Uddrag fra Bloomberg/Zerohedge
A new Bloomberg analysis of 500 hedge funds tracked by Hazeltree, a data compiler in the alternative investment industry, finds an increasing number of Wall Street hedge funds are, on average, net short batteries, solar, electric vehicles, and hydrogen companies compared to those long green companies.
Data also shows that more funds are net long fossil fuels than shorting oil, natural gas, and coal. This comes despite the Western world and China deploying hundreds of billions of dollars in green stimuli packages to support these industries. Yet, considering some green industries are not sustainable in the short run, some speculative green tech firms have already imploded.
Wall Street quickly realized in 2023 that clean energy and green tech investments wouldn’t deliver the fast returns they had banked on. Many were blinded by government and MSM’s climate crisis propaganda, pouring money into green companies that never had a chance in a high-interest-rate environment.
The Bloomberg analysis provides a glimpse into misguided investments by much of Wall Street. Now, funds are primarily net short green tech while long fossil fuels.
Readers were provided numerous notes on the worsening green energy bubble meltdown last year:
- Green Energy Meltdown To Continue Next Year, Bloomberg Survey Finds
- There Is A Financial Crisis Brewing In Offshore Wind Energy
- US Clean Energy Stocks Have Lost $30 Billion In Value In The Last 6 Months
And the continuation into 2024:
- ESG Bubble Further Deflates As CEOs Ditch Green Lingo On Earnings Calls
- Another Green Energy Company Declares Bankruptcy, Thank Biden’s Tariffs
- Solar Firm Lumio Files For Bankruptcy After ‘Sharp Decline In Demand’
In markets, since peaking in 2021, the S&P Global Clean Energy Index has slid 60%, while the S&P Global Oil Index has jumped 70%.
Impax Asset Management, a clean-energy transition fund that once had $50 billion valuation, has seen its value collapse by over half since 2021.
Here’s more from Bloomberg:
Beyond the tougher macro-economic backdrop that green investors have had to contend with over the past few years — with higher interest rates upending capital-intensive projects like offshore wind farms, and limiting funding for emerging technologies — there continues to be a hostile political backdrop. Investment managers who remain full-throated in their embrace of green, sustainable or ESG (environmental, social and governance) strategies regularly have to defend themselves against US Republicans enraged by what they see as a “woke,” anti-capitalist conspiracy.
Then there’s the other, more consequential political risk. Most of the hedge fund managers Bloomberg interviewed pointed to an increasingly hostile geopolitical environment, with obstacles such as tariff wars leaving them unwilling to invest in classic green bets such as EVs or solar power. In fact, with much of the supply chain for green technology now depending on China, the risk of a full-blown trade war targeting its products has become a direct threat to the financial appeal of clean energy, they said.
“The energy transition is failing, and will fail,” Barry Norris, the founder and chief investment officer of UK hedge fund Argonaut Capital Partners LLP, told Bloomberg, adding fossil fuel will remain the top energy source for years to come.
All hope isn’t lost. From the beginning, we’ve told readers that the real green trade lies in nuclear energy: “Buy Uranium: Is This The Beginning Of The Next ESG Craze.”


• [Task statement]
The required answer is every line of the data containing the word "JSON".
"""
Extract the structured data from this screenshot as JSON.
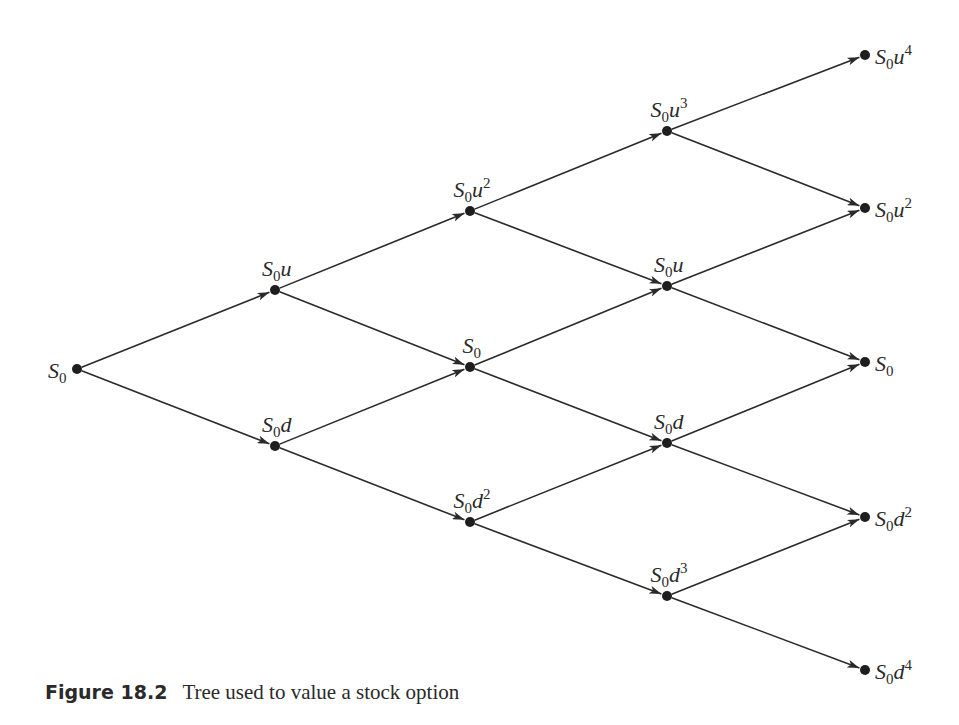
{
  "figure": {
    "number": "Figure 18.2",
    "caption": "Tree used to value a stock option"
  },
  "style": {
    "line_color": "#2a2a2a",
    "node_color": "#1e1e1e",
    "background": "#ffffff"
  },
  "tree": {
    "steps": 4,
    "nodes": [
      {
        "id": "n0_0",
        "step": 0,
        "x": 77,
        "y": 369,
        "base": "S",
        "sub": "0",
        "var": "",
        "exp": "",
        "label_pos": "left"
      },
      {
        "id": "n1_0",
        "step": 1,
        "x": 275,
        "y": 290,
        "base": "S",
        "sub": "0",
        "var": "u",
        "exp": "",
        "label_pos": "above"
      },
      {
        "id": "n1_1",
        "step": 1,
        "x": 275,
        "y": 446,
        "base": "S",
        "sub": "0",
        "var": "d",
        "exp": "",
        "label_pos": "above"
      },
      {
        "id": "n2_0",
        "step": 2,
        "x": 470,
        "y": 211,
        "base": "S",
        "sub": "0",
        "var": "u",
        "exp": "2",
        "label_pos": "above"
      },
      {
        "id": "n2_1",
        "step": 2,
        "x": 470,
        "y": 367,
        "base": "S",
        "sub": "0",
        "var": "",
        "exp": "",
        "label_pos": "above"
      },
      {
        "id": "n2_2",
        "step": 2,
        "x": 470,
        "y": 522,
        "base": "S",
        "sub": "0",
        "var": "d",
        "exp": "2",
        "label_pos": "above"
      },
      {
        "id": "n3_0",
        "step": 3,
        "x": 667,
        "y": 131,
        "base": "S",
        "sub": "0",
        "var": "u",
        "exp": "3",
        "label_pos": "above"
      },
      {
        "id": "n3_1",
        "step": 3,
        "x": 667,
        "y": 286,
        "base": "S",
        "sub": "0",
        "var": "u",
        "exp": "",
        "label_pos": "above"
      },
      {
        "id": "n3_2",
        "step": 3,
        "x": 667,
        "y": 443,
        "base": "S",
        "sub": "0",
        "var": "d",
        "exp": "",
        "label_pos": "above"
      },
      {
        "id": "n3_3",
        "step": 3,
        "x": 667,
        "y": 596,
        "base": "S",
        "sub": "0",
        "var": "d",
        "exp": "3",
        "label_pos": "above"
      },
      {
        "id": "n4_0",
        "step": 4,
        "x": 865,
        "y": 55,
        "base": "S",
        "sub": "0",
        "var": "u",
        "exp": "4",
        "label_pos": "right"
      },
      {
        "id": "n4_1",
        "step": 4,
        "x": 865,
        "y": 208,
        "base": "S",
        "sub": "0",
        "var": "u",
        "exp": "2",
        "label_pos": "right"
      },
      {
        "id": "n4_2",
        "step": 4,
        "x": 865,
        "y": 362,
        "base": "S",
        "sub": "0",
        "var": "",
        "exp": "",
        "label_pos": "right"
      },
      {
        "id": "n4_3",
        "step": 4,
        "x": 865,
        "y": 517,
        "base": "S",
        "sub": "0",
        "var": "d",
        "exp": "2",
        "label_pos": "right"
      },
      {
        "id": "n4_4",
        "step": 4,
        "x": 865,
        "y": 670,
        "base": "S",
        "sub": "0",
        "var": "d",
        "exp": "4",
        "label_pos": "right"
      }
    ],
    "edges": [
      [
        "n0_0",
        "n1_0"
      ],
      [
        "n0_0",
        "n1_1"
      ],
      [
        "n1_0",
        "n2_0"
      ],
      [
        "n1_0",
        "n2_1"
      ],
      [
        "n1_1",
        "n2_1"
      ],
      [
        "n1_1",
        "n2_2"
      ],
      [
        "n2_0",
        "n3_0"
      ],
      [
        "n2_0",
        "n3_1"
      ],
      [
        "n2_1",
        "n3_1"
      ],
      [
        "n2_1",
        "n3_2"
      ],
      [
        "n2_2",
        "n3_2"
      ],
      [
        "n2_2",
        "n3_3"
      ],
      [
        "n3_0",
        "n4_0"
      ],
      [
        "n3_0",
        "n4_1"
      ],
      [
        "n3_1",
        "n4_1"
      ],
      [
        "n3_1",
        "n4_2"
      ],
      [
        "n3_2",
        "n4_2"
      ],
      [
        "n3_2",
        "n4_3"
      ],
      [
        "n3_3",
        "n4_3"
      ],
      [
        "n3_3",
        "n4_4"
      ]
    ]
  }
}
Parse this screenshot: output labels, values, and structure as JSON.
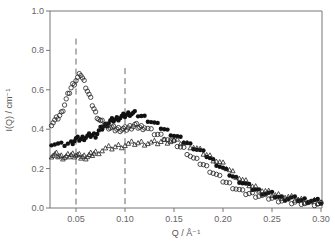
"""
• [Exercise output]
Extract the structured data from this screenshot as JSON.
Parse this screenshot: output labels, values, and structure as JSON.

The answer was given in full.